Twins can't shake Rangers after 6-run frame

Homers by Miranda, Sánchez provide lead in 4th, but Smeltzer labors in bottom half

July 10th, 2022

ARLINGTON -- There were two places to find rollercoasters in Arlington on Saturday afternoon: Six Flags over Texas and Globe Life Field. Though if you’ve been watching the Twins all season, their 9-7 loss to the Rangers was nothing they haven’t seen before.

In fact, eight of Minnesota’s past 10 games have been decided by two runs or fewer. Five of those were one-run games. Add together all of the walk-off wins (five) and walk-off losses (three) and it stands that the Twins are playing a lot of tight games.

Sometimes it works out, sometimes it doesn't. And over the past three games, it hasn’t. Saturday’s outing marked Minnesota’s third consecutive defeat, following a 9-8 loss to the White Sox in 10 innings on Wednesday and a 6-5 setback to the Rangers in the series opener on Friday.

“There's a lot of ups and downs in this game, and we're playing some games over the last couple of weeks that resemble this one,” manager Rocco Baldelli said. “Sometimes we're winning the game, and sometimes we're not, like today.”

Friday’s game resembled this one in many ways. It was almost like déjà vu at one point. Remember when the Twins jumped out to a 3-0 lead before the Rangers tied it, then doubled the score? The start of Saturday’s game looked a lot like that, just flipped around.

The Twins trailed, 3-0, in the fourth inning when Jose Miranda tied the game with a 428-foot homer. Gary Sánchez homered soon after, then Byron Buxton followed with an RBI double to make it 6-3. Sounds about the same, right? A six-run, five-hit inning for the lead.

Only this time, the Rangers’ $500 million middle-infield duo -- Marcus Semien and Corey Seager -- responded with back-to-back home runs to put four on the board in the bottom of the inning for a 7-6 Texas lead.

“I don't care if [the team just sparked] a big rally or not. You're trying to avoid damage,” said Twins starter Devin Smeltzer, who yielded seven runs on eight hits and three walks across 3 1/3 innings. “I've done a good job of that this year. You're going to have good days. You're going to have bad days. Today, they got me.”

The back-and-forth game wasn’t settled until the Rangers got a grip on one of the Twins’ most consistent relievers in Jhoan Duran. Including Saturday, Duran has only given up earned runs in five of his 30 appearances this season. He took the loss after surrendering a go-ahead triple to Semien in the eighth inning, followed by an RBI single to former Twin Mitch Garver.

“I chalk it up to the game is not easy, no matter how good you are or talented you are. Or how well you execute. You're going to have days like this,” Baldelli said. “I mean, he's had a couple of days like this this year. Most of his days, we know what they look like, they're pretty straightforward, and he gets out efficiently and quickly, and it looks really good.”

Baldelli’s solution to pulling off wins in tight games is just to make better pitches. The at-bats are decent, but the bullpen is in a rut, which has led to many blown leads. Ruts are going to happen, Baldelli said. That was the case for the offense earlier in the season. The pitchers just have some work to do.

“We have to make better pitches,” Baldelli said on the series overall. “We're getting to strikes. We're putting ourselves in some decent spots, and then we're, with just the lack of execution, kind of making it easy for them because we're just throwing it in spots where they can do damage.”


From the entries below, pull out each line where "this" appears.

[[ Data records, beginning ]]

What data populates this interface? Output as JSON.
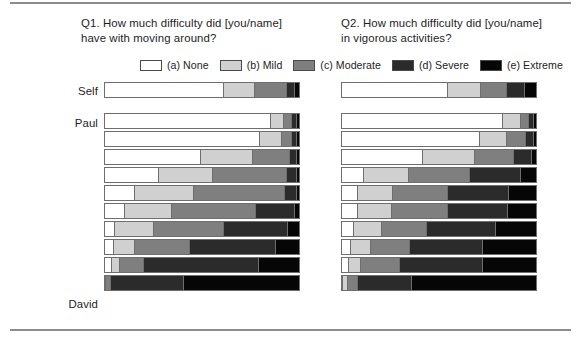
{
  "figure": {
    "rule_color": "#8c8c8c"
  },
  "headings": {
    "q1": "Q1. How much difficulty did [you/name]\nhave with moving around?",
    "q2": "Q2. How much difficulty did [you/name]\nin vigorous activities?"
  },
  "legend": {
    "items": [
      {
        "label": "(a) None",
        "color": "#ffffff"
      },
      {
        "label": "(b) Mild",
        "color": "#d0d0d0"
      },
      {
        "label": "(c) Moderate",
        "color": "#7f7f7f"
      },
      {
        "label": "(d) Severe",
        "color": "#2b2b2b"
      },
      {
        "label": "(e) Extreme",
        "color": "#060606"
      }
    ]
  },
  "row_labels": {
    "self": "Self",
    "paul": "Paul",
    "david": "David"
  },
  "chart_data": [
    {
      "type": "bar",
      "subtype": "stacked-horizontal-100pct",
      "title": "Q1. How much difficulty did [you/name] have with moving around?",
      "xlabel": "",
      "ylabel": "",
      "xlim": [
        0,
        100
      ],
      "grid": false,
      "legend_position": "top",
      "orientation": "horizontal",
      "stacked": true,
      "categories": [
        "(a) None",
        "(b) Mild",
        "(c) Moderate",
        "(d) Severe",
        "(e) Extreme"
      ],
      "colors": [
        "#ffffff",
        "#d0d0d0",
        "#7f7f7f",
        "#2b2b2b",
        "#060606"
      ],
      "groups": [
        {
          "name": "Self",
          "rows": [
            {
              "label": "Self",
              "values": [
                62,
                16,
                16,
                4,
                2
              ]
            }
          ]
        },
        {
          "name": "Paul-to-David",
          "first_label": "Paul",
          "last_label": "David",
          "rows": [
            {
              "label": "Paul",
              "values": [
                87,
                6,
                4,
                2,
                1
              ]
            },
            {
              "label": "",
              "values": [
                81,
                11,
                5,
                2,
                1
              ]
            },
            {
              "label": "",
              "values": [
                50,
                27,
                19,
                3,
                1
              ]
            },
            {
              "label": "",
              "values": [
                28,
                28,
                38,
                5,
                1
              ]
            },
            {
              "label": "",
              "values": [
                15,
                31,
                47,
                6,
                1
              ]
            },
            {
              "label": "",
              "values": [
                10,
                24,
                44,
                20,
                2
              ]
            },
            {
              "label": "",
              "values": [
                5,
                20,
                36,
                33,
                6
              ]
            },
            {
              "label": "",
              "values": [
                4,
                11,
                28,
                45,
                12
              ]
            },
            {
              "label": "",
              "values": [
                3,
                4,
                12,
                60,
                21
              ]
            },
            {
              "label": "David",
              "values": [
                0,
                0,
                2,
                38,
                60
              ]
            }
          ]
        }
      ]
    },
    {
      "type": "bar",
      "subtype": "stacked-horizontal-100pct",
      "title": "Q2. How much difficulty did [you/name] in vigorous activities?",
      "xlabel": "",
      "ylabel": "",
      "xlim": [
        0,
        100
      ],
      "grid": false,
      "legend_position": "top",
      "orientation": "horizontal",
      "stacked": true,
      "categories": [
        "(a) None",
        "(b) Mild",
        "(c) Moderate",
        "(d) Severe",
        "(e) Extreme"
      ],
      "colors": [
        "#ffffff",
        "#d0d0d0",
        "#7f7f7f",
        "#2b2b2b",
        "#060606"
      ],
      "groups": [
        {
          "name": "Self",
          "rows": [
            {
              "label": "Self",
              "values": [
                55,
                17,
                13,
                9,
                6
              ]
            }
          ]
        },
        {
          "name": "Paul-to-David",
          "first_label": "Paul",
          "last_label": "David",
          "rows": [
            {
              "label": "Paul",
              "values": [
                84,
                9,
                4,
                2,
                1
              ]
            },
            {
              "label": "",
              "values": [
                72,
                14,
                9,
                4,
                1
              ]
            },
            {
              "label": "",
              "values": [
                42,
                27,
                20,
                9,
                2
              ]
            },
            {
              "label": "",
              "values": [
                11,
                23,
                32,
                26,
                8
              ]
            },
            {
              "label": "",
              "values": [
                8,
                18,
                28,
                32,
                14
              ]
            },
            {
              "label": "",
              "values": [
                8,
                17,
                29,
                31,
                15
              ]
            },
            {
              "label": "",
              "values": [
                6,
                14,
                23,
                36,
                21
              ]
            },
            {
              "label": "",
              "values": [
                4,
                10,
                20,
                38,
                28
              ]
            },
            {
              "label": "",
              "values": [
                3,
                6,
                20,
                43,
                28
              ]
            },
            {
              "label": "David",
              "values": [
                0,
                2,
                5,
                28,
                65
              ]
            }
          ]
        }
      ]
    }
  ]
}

[[ Data records, end ]]
[[ Data records, beginning ]]

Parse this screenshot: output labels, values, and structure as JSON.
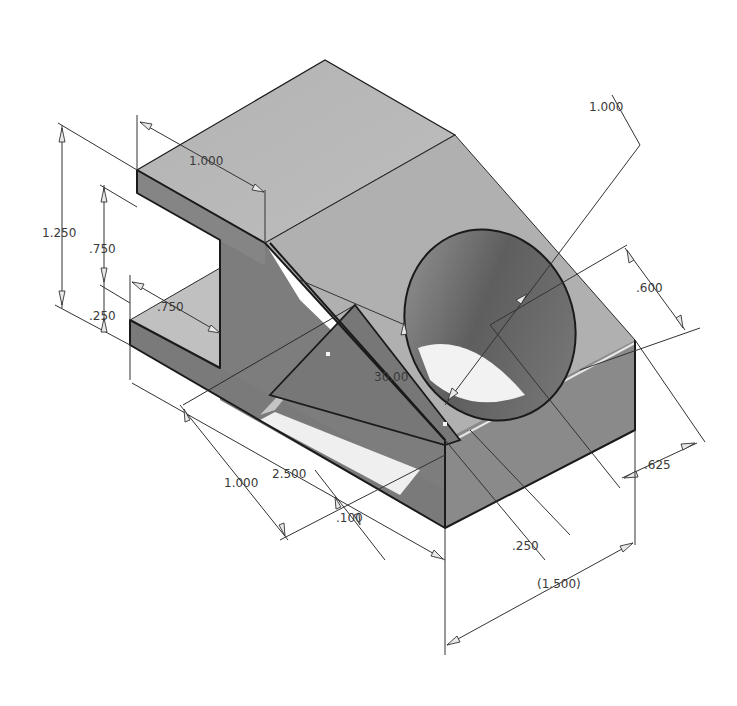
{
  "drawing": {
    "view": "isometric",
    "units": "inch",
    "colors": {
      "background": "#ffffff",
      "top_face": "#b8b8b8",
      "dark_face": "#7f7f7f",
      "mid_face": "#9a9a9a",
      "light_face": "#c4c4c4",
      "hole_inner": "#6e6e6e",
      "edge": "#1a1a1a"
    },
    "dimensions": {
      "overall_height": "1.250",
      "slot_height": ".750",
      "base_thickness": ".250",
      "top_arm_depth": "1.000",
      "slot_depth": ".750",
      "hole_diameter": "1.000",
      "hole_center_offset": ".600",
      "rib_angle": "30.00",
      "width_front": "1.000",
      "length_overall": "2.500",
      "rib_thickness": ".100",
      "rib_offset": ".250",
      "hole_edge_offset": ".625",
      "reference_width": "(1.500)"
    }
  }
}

[[ Data records, end ]]
[[ Data records, beginning ]]

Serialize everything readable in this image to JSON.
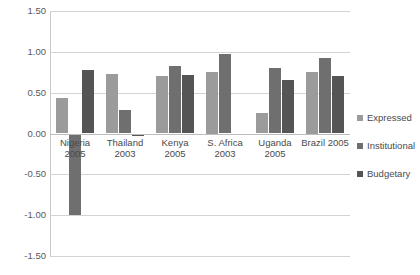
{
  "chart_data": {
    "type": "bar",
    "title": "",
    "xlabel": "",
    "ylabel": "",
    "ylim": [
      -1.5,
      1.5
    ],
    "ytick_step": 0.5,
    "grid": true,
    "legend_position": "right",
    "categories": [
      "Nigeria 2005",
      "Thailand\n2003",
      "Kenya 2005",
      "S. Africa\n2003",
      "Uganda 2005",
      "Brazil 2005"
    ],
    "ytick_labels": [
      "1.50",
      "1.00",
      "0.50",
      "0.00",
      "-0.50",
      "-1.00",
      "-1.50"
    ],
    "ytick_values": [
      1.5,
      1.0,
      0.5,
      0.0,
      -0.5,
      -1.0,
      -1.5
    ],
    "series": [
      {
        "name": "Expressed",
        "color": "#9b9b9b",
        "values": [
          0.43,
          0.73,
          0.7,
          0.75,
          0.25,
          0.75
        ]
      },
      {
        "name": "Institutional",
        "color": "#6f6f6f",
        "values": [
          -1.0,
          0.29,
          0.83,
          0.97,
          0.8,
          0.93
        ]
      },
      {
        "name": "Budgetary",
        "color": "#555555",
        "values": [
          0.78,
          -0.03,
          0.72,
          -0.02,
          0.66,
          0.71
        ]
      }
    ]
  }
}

[[ Data records, end ]]

→ Written answer:
What data populates this interface? Output as JSON.
Parse this screenshot: output labels, values, and structure as JSON.
Serialize everything readable in this image to JSON.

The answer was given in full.